Domicile Series
I am compelled and challenged by the notion that anything can be drawn. As architects, we most often draw spaces before they exist as concrete objects.
My Native American heritage guides everything I do and my design work is no exception. Our culture is conveyed through oral traditions. As I draw and design I think of myself as a storyteller. I translate Native American culture through architecture and experience, and the way I draw allows me to do that.
I like to think of this process as designing characters that will then be drawn together through a constructive narrative. Just like my culture tells stories to explain the existence of elements in nature or as a way to rationally comprehend the importance of phenomena.

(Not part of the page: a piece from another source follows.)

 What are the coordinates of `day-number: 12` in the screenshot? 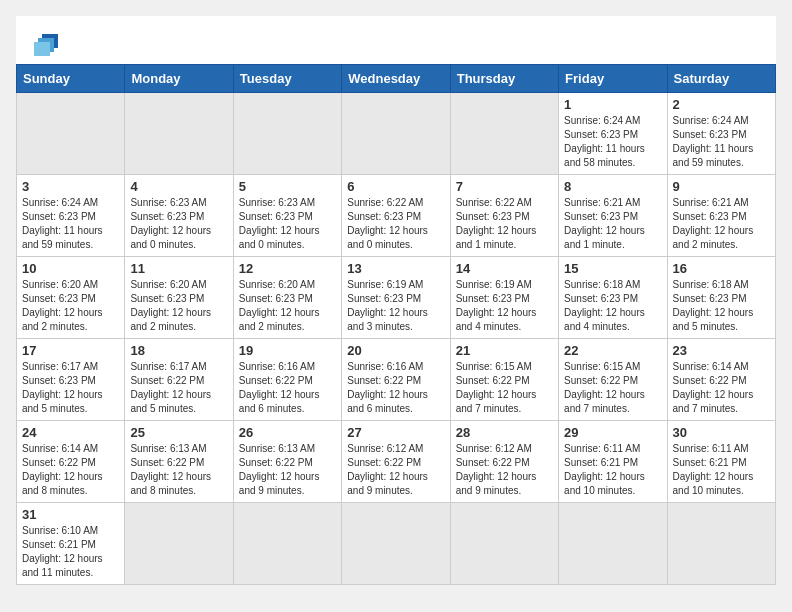 It's located at (288, 268).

As architects, we have the distinct responsibility to draw things that are both autographic –that which is authored by an individual; and allographic – that which can be reproduced by others. Our drawings can both inspire and instruct. For some architects this is not a hard-and-fast boundary, but an elastic one -- Scarpa’s drawings are an example. Our discipline affords us the privilege of making drawings that can be considered art, and drawings that are a binding contract for construction.

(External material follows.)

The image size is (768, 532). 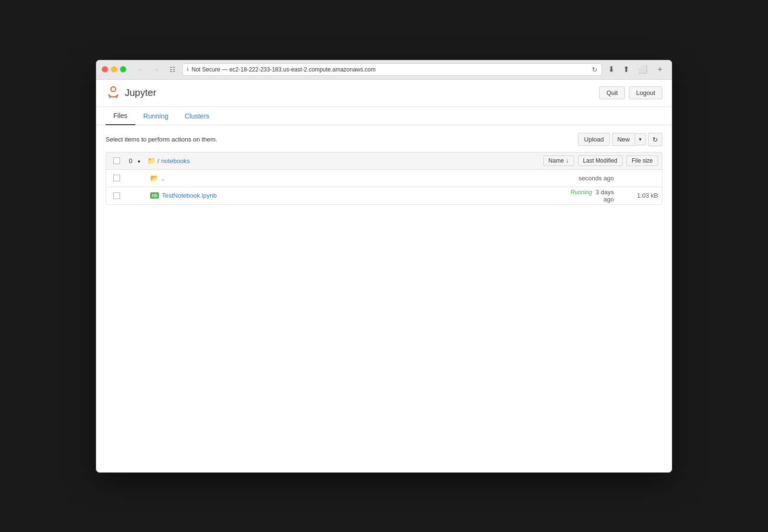 What do you see at coordinates (117, 161) in the screenshot?
I see `select-all-checkbox` at bounding box center [117, 161].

I have come to love drawing in series. By presuming a specific format and certain methodological parameters, I can expand upon an idea and perhaps render visible all of its possibilities. My drawings from “The Domicile series” do just this. Each drawing begins in the same sketchbook format; and each shares volumetric boundaries, tectonic strategies, as well as manifest a number of basic architectural properties. I have also organized each page as four parallel orthographic elevations. Because they share the same parameters I think less of the drawing stylization and more about their architectural makeup. These parameters differ from more typical conventions, in that, they do not share a universal interpretation like CAD sheet formats. Parameters can exist in the autographic, but conventions belong to the allographic.
Geometry is one of the parameters that helps to guide my design process. The volumetric shape, the relationship to the ground, the size of the apertures, and the height of the antennae are all decisions that I make based on the geometric parameters I established before the design process began. Operating this way, I am able to play, or improvise, within those boundaries and explore the plasticity that parameters provide.
The architectural elements that I play with are; the legs; where the dwelling meets the sky; the way in; the ground it sits on; the modulation of light via cantilevers -- each of these present a representational opportunity. I would like the viewer to see them and wonder if it smells, or sweats, or ambulates. One of these opportunities is evident in the canopy plan of “Maple Syrup Moon” which is printed on a mailing label.
Each drawing/project is guided by the moon calendar of my tribe, the Oneida. I integrate digitally generated forms derived from wind-data of a particular moon/month for each drawing. I use this wind data as a way of supposing that the architect/builder of these dwellings has a tacit knowledge of their environment. These forms show up as protective carapace, supportive structures, water collection wings, support columns, canopy/headdress, and projective subtraction.
Storytelling with drawings that are both autographic and allographic, defined by a set of parameters, is deployed to create a graphic mythology while maintaining plausibility through the architectural elevation.